The tricking hour is every hour. It is when I walk to some businessman’s hotel room with the sun looming over the casino and palm trees after a ten hour shift at the strip club. It is at four in the afternoon as I meet my regular while he escapes his contracting job. It’s whenever the doctor hits me up for a video chat in between his shifts. It is the hour when things slow down, and we get more intimate than we believe ourselves physically or mentally capable. We encounter one another in the negative space of capitalism’s schedule, the margins of standard time. The vulnerabilities of the world become heightened: the vomit washing away on Bourbon street, the desires hidden from your partner, my aching body nude and only as anonymous as the client is sane.
The way to help sex workers is to decriminalize the work responsible for releasing the tension of this brutal society which imprisons and murders our most prolific providers. Leave us alone. Sex work is at once a refusal and what is always there when the world refuses us. In an essay entitled “No” Anne Boyer writes, “a refusalist poet’s ‘against’ is an agile and capacious ‘for.’” The meaning, sound, and rhythm of my work simultaneously pulls me deep into my body while heightening my consciousness in an outward vigilance. I go back for the money, I stay in the life when options fall short.
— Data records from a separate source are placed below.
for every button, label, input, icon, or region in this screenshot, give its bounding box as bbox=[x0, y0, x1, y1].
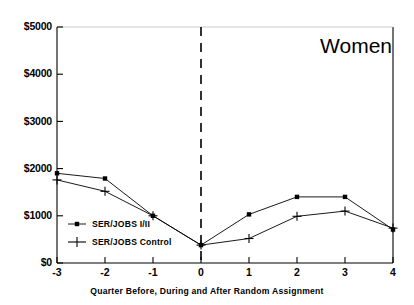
legend-marker-ser-jobs-control bbox=[68, 237, 86, 247]
x-tick-label-0: 0 bbox=[189, 266, 213, 278]
x-tick-label-4: 4 bbox=[381, 266, 405, 278]
x-tick-label--2: -2 bbox=[93, 266, 117, 278]
y-tick-label-3000: $3000 bbox=[4, 115, 52, 127]
x-axis-ticks bbox=[57, 257, 393, 263]
y-axis-ticks bbox=[57, 27, 63, 263]
y-tick-label-4000: $4000 bbox=[4, 67, 52, 79]
series-line-ser-jobs-control bbox=[57, 180, 393, 245]
series-line-ser-jobs-i-ii bbox=[57, 173, 393, 245]
chart-figure: $0 $1000 $2000 $3000 $4000 $5000 -3 -2 -… bbox=[0, 0, 414, 305]
x-tick-label-1: 1 bbox=[237, 266, 261, 278]
x-tick-label--3: -3 bbox=[45, 266, 69, 278]
series-markers-ser-jobs-i-ii bbox=[55, 171, 395, 247]
legend-label-ser-jobs-control: SER/JOBS Control bbox=[92, 237, 172, 247]
y-tick-label-5000: $5000 bbox=[4, 20, 52, 32]
y-tick-label-1000: $1000 bbox=[4, 209, 52, 221]
panel-title: Women bbox=[320, 34, 392, 58]
legend-marker-ser-jobs-i-ii bbox=[68, 222, 86, 226]
x-tick-label-2: 2 bbox=[285, 266, 309, 278]
x-axis-title: Quarter Before, During and After Random … bbox=[0, 286, 414, 296]
x-tick-label-3: 3 bbox=[333, 266, 357, 278]
x-tick-label--1: -1 bbox=[141, 266, 165, 278]
y-tick-label-2000: $2000 bbox=[4, 162, 52, 174]
legend-label-ser-jobs-i-ii: SER/JOBS I/II bbox=[92, 219, 150, 229]
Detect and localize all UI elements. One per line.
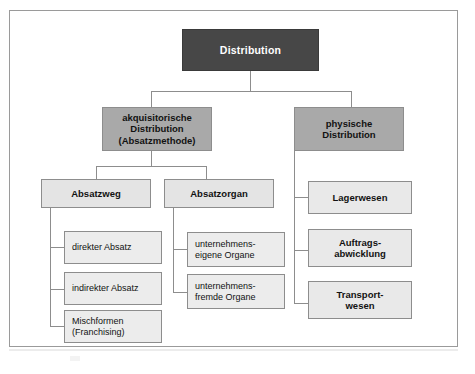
- connector-absatzweg-trunk: [50, 207, 51, 326]
- node-akquisitorische-distribution[interactable]: akquisitorische Distribution (Absatzmeth…: [102, 107, 212, 151]
- node-lagerwesen[interactable]: Lagerwesen: [308, 181, 412, 214]
- connector-absatzorgan-stub-2: [173, 292, 187, 293]
- node-absatzweg[interactable]: Absatzweg: [41, 179, 151, 208]
- node-label: unternehmens- eigene Organe: [195, 239, 256, 260]
- connector-to-akquisitorische: [151, 91, 152, 107]
- connector-absatzweg-stub-1: [50, 247, 64, 248]
- node-direkter-absatz[interactable]: direkter Absatz: [64, 231, 162, 264]
- diagram-canvas: Distribution akquisitorische Distributio…: [0, 0, 475, 374]
- node-physische-distribution[interactable]: physische Distribution: [294, 107, 404, 151]
- node-label: Distribution: [220, 44, 281, 56]
- node-label: akquisitorische Distribution (Absatzmeth…: [118, 112, 195, 146]
- node-transportwesen[interactable]: Transport- wesen: [308, 281, 412, 319]
- connector-to-physische: [351, 91, 352, 107]
- scan-artifact-line: [9, 349, 458, 351]
- connector-level3-bus: [96, 166, 206, 167]
- node-label: unternehmens- fremde Organe: [195, 281, 256, 302]
- node-label: Mischformen (Franchising): [72, 316, 125, 337]
- connector-root-stem: [250, 71, 251, 91]
- connector-akquisitorische-stem: [151, 151, 152, 166]
- node-mischformen-franchising[interactable]: Mischformen (Franchising): [64, 310, 162, 343]
- connector-to-absatzorgan: [206, 166, 207, 179]
- node-indirekter-absatz[interactable]: indirekter Absatz: [64, 272, 162, 305]
- connector-root-bus: [151, 91, 351, 92]
- node-distribution[interactable]: Distribution: [182, 29, 319, 71]
- node-label: Transport- wesen: [337, 289, 384, 311]
- node-unternehmenseigene-organe[interactable]: unternehmens- eigene Organe: [187, 232, 285, 267]
- connector-absatzweg-stub-2: [50, 289, 64, 290]
- connector-to-absatzweg: [96, 166, 97, 179]
- figure-frame: Distribution akquisitorische Distributio…: [9, 10, 458, 347]
- node-label: Absatzorgan: [190, 188, 248, 199]
- node-label: physische Distribution: [322, 118, 375, 140]
- node-absatzorgan[interactable]: Absatzorgan: [164, 179, 274, 208]
- node-label: Lagerwesen: [333, 192, 388, 203]
- scan-artifact-mark: [70, 356, 80, 361]
- node-label: direkter Absatz: [72, 242, 132, 253]
- connector-absatzorgan-stub-1: [173, 249, 187, 250]
- connector-physische-trunk: [294, 151, 295, 303]
- node-unternehmensfremde-organe[interactable]: unternehmens- fremde Organe: [187, 274, 285, 309]
- node-label: Auftrags- abwicklung: [334, 237, 386, 259]
- node-auftragsabwicklung[interactable]: Auftrags- abwicklung: [308, 229, 412, 267]
- connector-physische-stub-3: [294, 303, 308, 304]
- connector-physische-stub-1: [294, 197, 308, 198]
- connector-physische-stub-2: [294, 250, 308, 251]
- node-label: indirekter Absatz: [72, 283, 139, 294]
- node-label: Absatzweg: [71, 188, 121, 199]
- connector-absatzweg-stub-3: [50, 326, 64, 327]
I am a whore because it aligns with my desire to refuse and reorder the world.
I am the glitter that distracts from the mold, the double-sided tape holding together the nuclear family, an emotional laborer with whom you have no shared investment other than the joy of sex and not being caught. Some days I am the last stripper to leave the club into the blaring sun and heavy air, crying with the roaring loneliness of the entire world. It is no longer the night before and it is absolutely not the next day. I feel purposeful in the work I have done; I feel right to have been paid; I question the dignity of a labor which is hidden away until strategic for city officials to shut it down. I fall asleep in my bed and am awoken, some hours later, by messages from friends, from clients, from lovers.